Popular rotated detection methods usually use five parameters (coordinates of the central point, width, height, and rotation angle) or eight parameters (coordinates of four vertices) to describe the rotated bounding box and l1 loss as the loss function. In this paper, we argue that the aforementioned integration can cause training instability and performance degeneration. The main reason is the discontinuity of loss which is caused by the contradiction between the definition of the rotated bounding box and the loss function. We refer to the above issues as rotation sensitivity error (RSE) and propose a modulated rotation loss to dismiss the discontinuity of loss. The modulated rotation loss can achieve consistent improvement on the five parameter methods and the eight parameter methods. Experimental results using one stage and two stages detectors demonstrate the effectiveness of our loss. The integrated network achieves competitive performances on several benchmarks including DOTA and UCAS AOD. The code is available at https://github.com/yangxue0827/RotationDetection.

EMD Revisited: A New Understanding of the Envelope and Resolving the Mode-Mixing Problem in AM-FM Signals
Xiyuan Hu, Silong Peng, Wen-Liang Hwang|IEEE Transactions on Signal Processing|2011
Cited by 170

Empirical mode decomposition (EMD) is an adaptive and data-driven approach for analyzing multicomponent nonlinear and nonstationary signals. The stop criterion, envelope technique, and mode-mixing problem are the most important topics that need to be addressed in order to improve the EMD algorithm. In this paper, we study the envelope technique and the mode-mixing problem caused by separating multicomponent AM-FM signals with the EMD algorithm. We present a new necessary condition on the envelope that questions the current assumption that the envelope passes through the extreme points of an intrinsic mode function (IMF). Then, we present a solution to the mode-mixing problem that occurs when multicomponent AM-FM signals are separated. We experiment on several signals, including simulated signals and real-life signals, to demonstrate the efficacy of the proposed method in resolving the mode-mixing problem.

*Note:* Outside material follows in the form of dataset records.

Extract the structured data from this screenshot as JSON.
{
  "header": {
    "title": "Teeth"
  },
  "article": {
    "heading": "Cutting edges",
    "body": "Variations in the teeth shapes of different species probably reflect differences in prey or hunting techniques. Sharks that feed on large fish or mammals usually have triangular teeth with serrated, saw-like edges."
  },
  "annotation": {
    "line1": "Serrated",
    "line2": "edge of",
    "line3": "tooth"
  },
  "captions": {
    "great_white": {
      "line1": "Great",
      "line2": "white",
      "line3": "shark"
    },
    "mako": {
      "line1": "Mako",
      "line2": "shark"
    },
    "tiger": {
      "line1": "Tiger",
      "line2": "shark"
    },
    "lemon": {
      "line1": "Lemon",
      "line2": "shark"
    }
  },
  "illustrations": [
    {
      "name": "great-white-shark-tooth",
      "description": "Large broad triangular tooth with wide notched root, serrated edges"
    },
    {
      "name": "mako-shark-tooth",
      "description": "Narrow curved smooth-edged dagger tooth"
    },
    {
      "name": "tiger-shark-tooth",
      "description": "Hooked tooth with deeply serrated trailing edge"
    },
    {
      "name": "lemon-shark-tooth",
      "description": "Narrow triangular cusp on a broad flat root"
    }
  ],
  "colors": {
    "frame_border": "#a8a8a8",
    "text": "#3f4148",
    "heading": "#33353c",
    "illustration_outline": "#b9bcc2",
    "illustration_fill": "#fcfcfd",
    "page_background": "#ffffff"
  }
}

Dynamic Graph Learning with Content-guided Spatial-Frequency Relation Reasoning for Deepfake Detection
Yuan Wang, Kun Yu, Chen Chen et al.|Unknown|2023
Cited by 128

With the springing up of face synthesis techniques, it is prominent in need to develop powerful face forgery detection methods due to security concerns. Some existing methods attempt to employ auxiliary frequency-aware information combined with CNN backbones to discover the forged clues. Due to the inadequate information interaction with image content, the extracted frequency features are thus spatially irrelavant, struggling to generalize well on increasingly realistic counterfeit types. To address this issue, we propose a Spatial-Frequency Dynamic Graph method to exploit the relation-aware features in spatial and frequency domains via dynamic graph learning. To this end, we introduce three well-designed components: 1) Content-guided Adaptive Frequency Extraction module to mine the content-adaptive forged frequency clues. 2) Multiple Domains Attention Map Learning module to enrich the spatial-frequency contextual features with multiscale attention maps. 3) Dynamic Graph Spatial-Frequency Feature Fusion Network to explore the high-order relation of spatial and frequency features. Extensive experiments on several benchmark show that our proposed method sustainedly exceeds the state-of-the-arts by a considerable margin.

Wavelet-domain HMT-based image super-resolution
Cited by 104

In this paper we propose an image super-resolution algorithm using wavelet-domain hidden Markov tree (HMT) model. Wavelet-domain HMT models the dependencies of multiscale wavelet coefficients through the state probabilities of wavelet coefficients, whose distribution densities can be approximated by the Gaussian mixture. Because wavelet-domain HMT accurately characterizes the statistics of real-world images, we reasonably specify it as the prior distribution and then formulate the image super-resolution problem as a constrained optimization problem. And the cycle-spinning technique is used to suppress the artifacts that may exist in the reconstructed high-resolution images. Quantitative error analyses are provided and several experimental images are shown for subjective assessment.